FBI iPhone Unlock Trick Remains Secret

“iPhone 5C” by Kārlis Dambrāns is licensed under CC BY 2.0

A court says the FBI won’t have to reveal how it broke into an encrypted iPhone belonging to the San Bernadino shooter. The US district court rejected a freedom of information request to find out who got paid – and how much – to access the phone.

The phone belonged to Syed Farook, the man who shot dead 14 people in 2015. The FBI asked Apple to help unlock the phone, but Apple refused, arguing that by design this was impossible. The problem wasn’t so much the unlocking but rather a default setting that would have wiped the phone’s data after a limited number of failed attempts. That in turn limited the most likely FBI solution of a brute force unlock.

The FBI then went to court to demand Apple modify the operating system to let it bypass this setting. Apple refused, arguing that this created a risk of the modified OS falling into the wrong hands and thus undermining the security of millions of handsets.

That court battle looked set to run and run, but eventually the FBI withdrew from the case after finding a way to access the data. Exactly how that happened is uncertain, other than that the FBI paid a third party for help. It also appears likely, though not confirmed, that the solution in question was relatively targeted in that it only worked on a specific model (iPhone 5c) running a specific operating system edition (iOS 9).

Initially an Israeli tech firm was reported to be responsible, but that later came into question. There’s also dispute about how much the FBI paid.

A joint freedom of information lawsuit from the Associated Press, Vice News and USA Today asked for the FBI to be forced to reveal this information. Their argument was that government spending should be a matter of public record, particularly as there was no tendering process in this case.

The court sided with the FBI’s arguments to dismiss the request. The FBI said that if the vendor’s identity became public, it would come under attack from hackers who wanted to access and misuse the tools in question. It also said that any detail about the tools going public would limit its ability to use them in future cases.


# TASK DETAILS
Output all of the material beneath this line exactly as it is.

# ENTRIES SHOWN
------------------------
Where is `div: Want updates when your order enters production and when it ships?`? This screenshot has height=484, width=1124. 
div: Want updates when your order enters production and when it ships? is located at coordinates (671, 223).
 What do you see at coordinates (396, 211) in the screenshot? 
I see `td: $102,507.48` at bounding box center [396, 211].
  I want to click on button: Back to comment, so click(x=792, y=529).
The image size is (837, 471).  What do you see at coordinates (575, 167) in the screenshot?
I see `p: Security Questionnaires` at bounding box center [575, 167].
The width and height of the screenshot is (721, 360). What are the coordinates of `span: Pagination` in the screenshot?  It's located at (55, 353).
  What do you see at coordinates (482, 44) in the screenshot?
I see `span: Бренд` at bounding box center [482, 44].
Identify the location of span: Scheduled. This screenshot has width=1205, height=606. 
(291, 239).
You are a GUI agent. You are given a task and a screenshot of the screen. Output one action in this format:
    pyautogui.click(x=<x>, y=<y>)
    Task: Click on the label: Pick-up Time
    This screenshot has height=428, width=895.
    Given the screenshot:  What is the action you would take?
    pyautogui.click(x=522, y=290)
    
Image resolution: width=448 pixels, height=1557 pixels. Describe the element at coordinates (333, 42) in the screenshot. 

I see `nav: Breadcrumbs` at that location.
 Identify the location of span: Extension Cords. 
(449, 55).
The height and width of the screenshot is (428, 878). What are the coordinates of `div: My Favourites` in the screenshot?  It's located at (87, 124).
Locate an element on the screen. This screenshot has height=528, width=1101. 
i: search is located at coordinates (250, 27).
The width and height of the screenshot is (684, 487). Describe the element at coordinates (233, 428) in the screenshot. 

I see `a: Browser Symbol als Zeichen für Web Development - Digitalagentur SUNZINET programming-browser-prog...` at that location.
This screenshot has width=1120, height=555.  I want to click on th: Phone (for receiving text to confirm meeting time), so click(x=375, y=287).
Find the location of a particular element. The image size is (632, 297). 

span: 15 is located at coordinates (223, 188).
------------------------
# RESPONSE AREA
Where is `div: Want updates when your order enters production and when it ships?`? This screenshot has height=484, width=1124. 
div: Want updates when your order enters production and when it ships? is located at coordinates (671, 223).
 What do you see at coordinates (396, 211) in the screenshot? 
I see `td: $102,507.48` at bounding box center [396, 211].
  I want to click on button: Back to comment, so click(x=792, y=529).
The image size is (837, 471).  What do you see at coordinates (575, 167) in the screenshot?
I see `p: Security Questionnaires` at bounding box center [575, 167].
The width and height of the screenshot is (721, 360). What are the coordinates of `span: Pagination` in the screenshot?  It's located at (55, 353).
  What do you see at coordinates (482, 44) in the screenshot?
I see `span: Бренд` at bounding box center [482, 44].
Identify the location of span: Scheduled. This screenshot has width=1205, height=606. 
(291, 239).
You are a GUI agent. You are given a task and a screenshot of the screen. Output one action in this format:
    pyautogui.click(x=<x>, y=<y>)
    Task: Click on the label: Pick-up Time
    This screenshot has height=428, width=895.
    Given the screenshot:  What is the action you would take?
    pyautogui.click(x=522, y=290)
    
Image resolution: width=448 pixels, height=1557 pixels. Describe the element at coordinates (333, 42) in the screenshot. 

I see `nav: Breadcrumbs` at that location.
 Identify the location of span: Extension Cords. 
(449, 55).
The height and width of the screenshot is (428, 878). What are the coordinates of `div: My Favourites` in the screenshot?  It's located at (87, 124).
Locate an element on the screen. This screenshot has height=528, width=1101. 
i: search is located at coordinates (250, 27).
The width and height of the screenshot is (684, 487). Describe the element at coordinates (233, 428) in the screenshot. 

I see `a: Browser Symbol als Zeichen für Web Development - Digitalagentur SUNZINET programming-browser-prog...` at that location.
This screenshot has width=1120, height=555.  I want to click on th: Phone (for receiving text to confirm meeting time), so click(x=375, y=287).
Find the location of a particular element. The image size is (632, 297). 

span: 15 is located at coordinates (223, 188).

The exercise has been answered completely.